LiamB
LiamB

Reputation: 18586

Asp.net MVC Dynamic Menu System

In our current Asp.net MVC application we have 2 menu systems one accross the top and one on the left hand side. Now we have a partial view that renders the menu, however is the only way for this too work to return the menu items back with every single ViewModel? We are trying not to use the ViewData dictionary.

I think the answer to this is yes, however I want to see what others think

Upvotes: 5

Views: 4566

Answers (7)

LiamB
LiamB

Reputation: 18586

Just to add to this, RenderAction was added to MVC2 Beta.

Upvotes: 0

Ryan Lanciaux
Ryan Lanciaux

Reputation: 5976

You could use the Render Action from the MVC Future's library if you want to have your own controller, etc. for your menus apart from using the main view model.

Upvotes: 3

Josh Pearce
Josh Pearce

Reputation: 3455

Are you using a Base Controller? I have found that using one, and overriding the OnActionExecuting method help me to have a central place to keep all my common page logic.

Upvotes: 3

PatrickSteele
PatrickSteele

Reputation: 14677

Use an ActionFilter to populate ViewData with the menu information you need. Apply it only to the classes and/or methods (possibly on a base Controller class if it's needed everywhere). Create some extension methods on Controller that make accessing the data from ViewData strongly-typed (and transparent in case you change its storage location later).

I recently did a blog post with a similar approach (I needed a list of Sponsors to display on every page). It may help point you in the right direction.

Upvotes: 0

Tony Heupel
Tony Heupel

Reputation: 1053

There are a lot of options for handling this, but there is one very straightforward way we have found to handle this that does not involve re-architecting your whole app.

We have had similar issues, where our page/partial has a well-defined ViewData.Model type, but the view contains a partial that is re-used across multiple pages. We also have tried to avoid using ViewDataDictionary as well.

However, we found that exactly the case you describe is the EXACT scenario where we like to use a ViewDataDictionary entry. We keep a static Constants class in our application model that contains inner classes for each type of constant, including ViewData keys so that we don't have strings for these things floating everywhere.

Then, our Controller action populates the ViewData key and the partial inside the other page/partial checks for the existence of that key and uses that instead of ViewData.Model. It makes the partial work anywhere that it needs to and keeps your ViewModel clean. By using constants, we avoid raw strings everywhere.

Upvotes: 0

mxmissile
mxmissile

Reputation: 11673

3 Options:

  1. RenderAction all the way.

  2. RenderPartial as Ryan answered.

  3. An abstract MasterViewModel for example. All your out model's would inherit from this. Populated by an action filter.

Upvotes: 3

user151323
user151323

Reputation:

You basically have two options:

  1. Use the ViewModel to set up menu items to display, they will be accessible from any view, full or partial.

  2. Create an hierarchy of strongly typed models, put menu items somewhere into the BaseModel, the will be then present in each and every derived model.

The thing you may interested in is asynchronous controllers or partial requests. It's not implemented in ASP.NET MVC, but you could check the MVC Contrib community project, it has some support with it.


• Task item: A verbatim copy is needed of the lines below from the one containing "What data populates" up to and including the one containing "Give me the", excluding pictures.

*** Data supplied ***

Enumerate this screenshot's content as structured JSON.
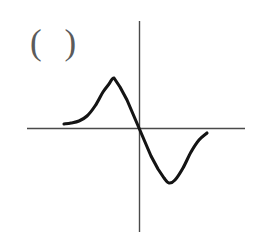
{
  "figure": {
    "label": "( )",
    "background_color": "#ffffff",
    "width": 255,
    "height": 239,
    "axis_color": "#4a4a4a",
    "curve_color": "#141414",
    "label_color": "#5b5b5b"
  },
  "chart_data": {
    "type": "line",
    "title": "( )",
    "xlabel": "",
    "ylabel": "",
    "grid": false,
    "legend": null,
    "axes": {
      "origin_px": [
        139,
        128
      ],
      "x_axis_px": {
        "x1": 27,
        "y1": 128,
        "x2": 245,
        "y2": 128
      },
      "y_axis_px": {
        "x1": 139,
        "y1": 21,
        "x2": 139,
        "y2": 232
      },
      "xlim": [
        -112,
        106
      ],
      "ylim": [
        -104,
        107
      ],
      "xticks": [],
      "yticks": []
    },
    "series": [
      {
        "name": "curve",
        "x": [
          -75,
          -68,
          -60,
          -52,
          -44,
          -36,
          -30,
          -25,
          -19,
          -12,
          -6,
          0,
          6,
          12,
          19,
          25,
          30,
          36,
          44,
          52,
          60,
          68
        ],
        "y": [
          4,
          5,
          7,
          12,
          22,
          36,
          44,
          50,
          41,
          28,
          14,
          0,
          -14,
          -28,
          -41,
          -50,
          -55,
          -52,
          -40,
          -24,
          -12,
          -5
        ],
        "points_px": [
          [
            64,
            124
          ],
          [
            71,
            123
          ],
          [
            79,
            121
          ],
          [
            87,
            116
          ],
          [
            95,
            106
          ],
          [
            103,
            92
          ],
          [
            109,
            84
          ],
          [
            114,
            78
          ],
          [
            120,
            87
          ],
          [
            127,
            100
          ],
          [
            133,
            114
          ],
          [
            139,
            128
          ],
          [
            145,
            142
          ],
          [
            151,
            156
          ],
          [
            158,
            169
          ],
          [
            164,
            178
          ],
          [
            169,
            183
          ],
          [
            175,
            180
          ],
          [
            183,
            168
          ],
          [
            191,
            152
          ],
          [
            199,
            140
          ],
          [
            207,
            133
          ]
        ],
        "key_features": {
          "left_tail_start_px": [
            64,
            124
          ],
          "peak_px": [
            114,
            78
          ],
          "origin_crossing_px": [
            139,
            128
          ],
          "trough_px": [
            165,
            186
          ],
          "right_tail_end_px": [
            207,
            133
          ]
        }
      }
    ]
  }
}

*** End of Data supplied ***
*** Data supplied ***

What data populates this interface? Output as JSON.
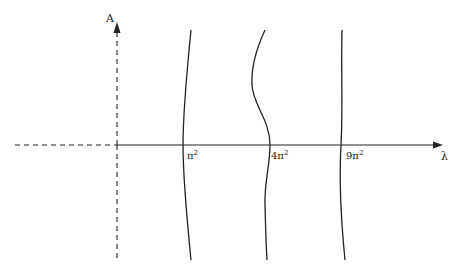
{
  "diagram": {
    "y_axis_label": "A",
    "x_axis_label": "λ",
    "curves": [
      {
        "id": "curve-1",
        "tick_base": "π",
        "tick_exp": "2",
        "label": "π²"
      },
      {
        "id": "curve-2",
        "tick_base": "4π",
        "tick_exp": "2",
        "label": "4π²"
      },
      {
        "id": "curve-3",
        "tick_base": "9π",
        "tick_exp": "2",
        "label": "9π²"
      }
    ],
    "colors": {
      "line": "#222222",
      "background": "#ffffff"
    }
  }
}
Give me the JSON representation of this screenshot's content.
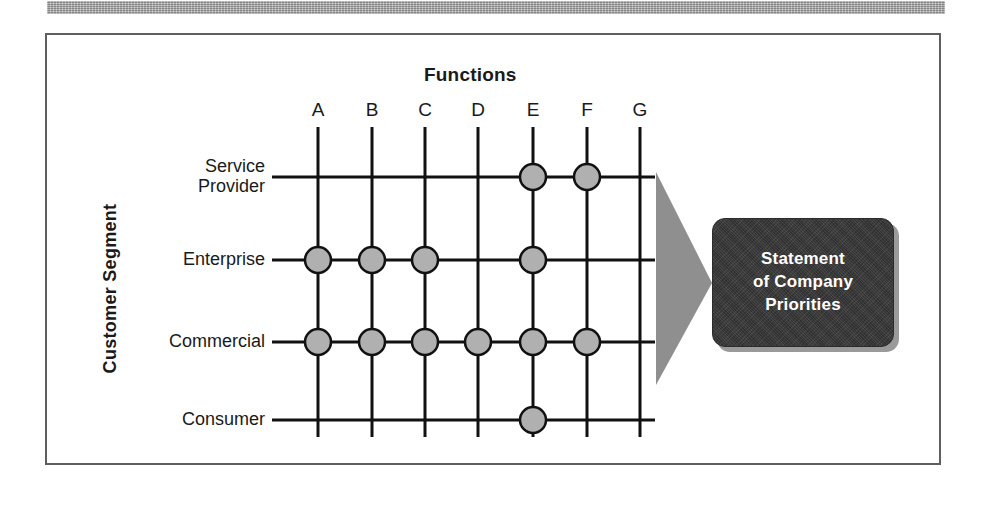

*** End of Data supplied ***
*** Data supplied ***

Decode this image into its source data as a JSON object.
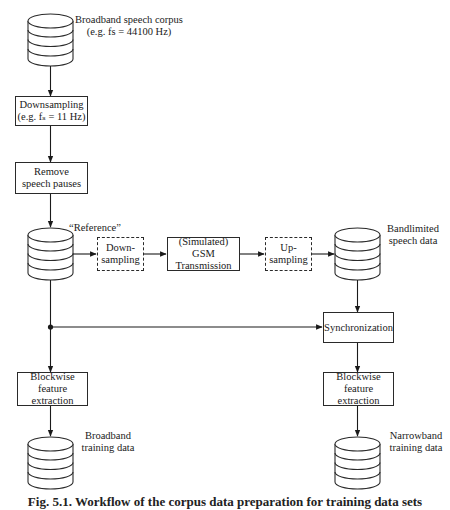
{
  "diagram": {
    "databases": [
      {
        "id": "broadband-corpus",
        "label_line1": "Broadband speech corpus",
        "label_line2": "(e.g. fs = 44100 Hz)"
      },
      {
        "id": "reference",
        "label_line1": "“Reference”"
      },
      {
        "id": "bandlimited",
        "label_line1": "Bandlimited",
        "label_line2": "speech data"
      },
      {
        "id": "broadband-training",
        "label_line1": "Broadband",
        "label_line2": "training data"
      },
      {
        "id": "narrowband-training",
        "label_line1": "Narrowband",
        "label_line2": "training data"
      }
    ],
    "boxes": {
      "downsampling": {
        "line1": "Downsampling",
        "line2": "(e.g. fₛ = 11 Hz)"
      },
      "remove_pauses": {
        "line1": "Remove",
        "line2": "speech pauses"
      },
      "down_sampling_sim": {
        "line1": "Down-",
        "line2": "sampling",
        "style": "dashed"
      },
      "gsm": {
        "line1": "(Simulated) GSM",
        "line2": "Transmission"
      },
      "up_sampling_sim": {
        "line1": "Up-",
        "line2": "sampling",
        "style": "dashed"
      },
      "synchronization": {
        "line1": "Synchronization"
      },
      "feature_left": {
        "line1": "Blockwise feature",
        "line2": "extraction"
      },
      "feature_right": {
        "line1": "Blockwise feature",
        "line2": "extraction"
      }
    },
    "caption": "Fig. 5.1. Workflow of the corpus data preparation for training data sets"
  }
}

*** End of Data supplied ***

• Reply to the task:
What data populates this interface? Output as JSON.
{
  "diagram": {
    "y_axis_label": "A",
    "x_axis_label": "λ",
    "curves": [
      {
        "id": "curve-1",
        "tick_base": "π",
        "tick_exp": "2",
        "label": "π²"
      },
      {
        "id": "curve-2",
        "tick_base": "4π",
        "tick_exp": "2",
        "label": "4π²"
      },
      {
        "id": "curve-3",
        "tick_base": "9π",
        "tick_exp": "2",
        "label": "9π²"
      }
    ],
    "colors": {
      "line": "#222222",
      "background": "#ffffff"
    }
  }
}
Give me the JSON representation of this screenshot's content.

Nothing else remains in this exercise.